I would say that with no time for fussing and fighting, life, professional or not, can be even shorter.
[Edit] Some people thrive on adversity and struggle; I'm not one of them, and I believe that the author isn't either. Adversity and struggle come anyway, there's no need to seek them out.
He was perfectly happy. He came in at 9:30, napped at lunch for an hour, left at 5:30, and did ok work, good enough that you could give him a boring task and he'd get it done in a fairly timely manner. We made enough money to cover his mortgage and expenses, and he really had no ambition to go farther.
And there was nothing wrong with that. He enjoyed himself, wasn't bitter or angry or anything like that. Last I heard he retired at 67 and collected social security.
It's a sad testament to the current skewed work/life balance that the observation that someone worked regular 9-to-5 hours has to have the addendum "and there was nothing wrong with that". Of course there is nothing wrong with it, what's wrong is _not_ doing so.
You can't have one without the other. If you don't want to do the work that's totally fine, but you have to come to agreement with yourself that you stop measuring yourself against that. Really, the secret to tech is caring enough about the people and the results to do a good job. Do that and you will be more than fine. Just be sure you're getting something you want out of your job!
Decide what you want exactly, and be willing to sit with the question for a long while without an answer. Do you want to be in tech? Do you want to be deeply technical? Do you want to mix technical work with people management?
Once you know what you want, you will find work you want to do to get there, if need be.
Someone once said "quantity has a quality all its own." A diverse skill set can be a force multiplier when tackling challenging problems. Bringing a wider perspective can lead to more optimal solutions.
> If one doesn't aim for excellence, is it a bad thing?
Is it a bad thing if other people don't aim for excellence? The guy fixing your brakes? The airplane mechanic on your next flight? The front-end developer of the corporate chat program you use every day?
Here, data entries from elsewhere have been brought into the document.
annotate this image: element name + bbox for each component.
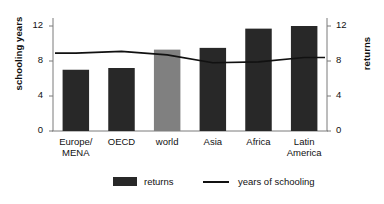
x-category-label-oecd: OECD: [99, 136, 145, 147]
x-category-label-latin-america: Latin America: [281, 136, 327, 158]
y-tick-label-left-4: 4: [23, 89, 43, 100]
y-axis-label-right: returns: [361, 6, 372, 102]
axes-group: [49, 18, 331, 131]
y-tick-label-left-12: 12: [23, 19, 43, 30]
legend-label-returns: returns: [144, 176, 174, 187]
y-tick-label-left-0: 0: [23, 124, 43, 135]
x-category-label-world: world: [144, 136, 190, 147]
legend-bar-swatch-icon: [113, 177, 137, 186]
schooling-line: [55, 51, 325, 62]
chart-figure: schooling years returns 0044881212 Europ…: [0, 0, 384, 204]
legend-line-swatch-icon: [203, 181, 229, 183]
bar-latin-america: [291, 26, 317, 131]
legend-label-years-of-schooling: years of schooling: [238, 176, 315, 187]
bar-europe--mena: [63, 70, 89, 131]
bar-africa: [245, 29, 271, 131]
y-tick-label-right-8: 8: [336, 54, 356, 65]
y-tick-label-left-8: 8: [23, 54, 43, 65]
y-tick-label-right-4: 4: [336, 89, 356, 100]
bars-group: [63, 26, 318, 131]
y-tick-label-right-0: 0: [336, 124, 356, 135]
x-category-label-asia: Asia: [190, 136, 236, 147]
bar-oecd: [108, 68, 134, 131]
schooling-line-group: [55, 51, 325, 62]
y-tick-label-right-12: 12: [336, 19, 356, 30]
bar-world: [154, 50, 180, 131]
plot-area: [0, 0, 384, 204]
x-category-label-africa: Africa: [236, 136, 282, 147]
x-category-label-europe--mena: Europe/ MENA: [53, 136, 99, 158]
y-axis-label-left: schooling years: [13, 6, 24, 102]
That's not to say everything you produce must be perfect in every way - but I've always found that I never feel bad when I know I've given my best effort. Whereas knowingly under-performing does tend to eat at you.
> I am really early in my career and sometimes I get cold feet when I see how incredible other people are.
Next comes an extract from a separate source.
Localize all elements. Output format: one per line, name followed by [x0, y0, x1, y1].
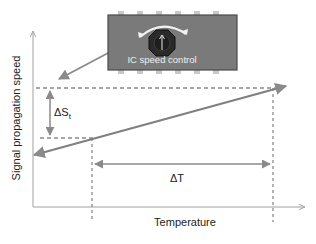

Lack of experience is a temporary state. The smartest, most experienced person in the room started from ignorance. They put in the time and effort to improve and you can certainly get there too if it interests you.
> What does it take to uplift myself and my own levels?
My recommendation would be to find a hobby or side project that is at least somewhat related to your field. Something that you find interesting and can use as a springboard for skill development. Getting involved in an open source project is a good example of somewhere one could contribute as well as benefit.
Competitiveness is just a motivator to be productive and focus. Arguably non-competitive high producers are the best for keeping objectivity and not getting too emotionally attached to one approach or another.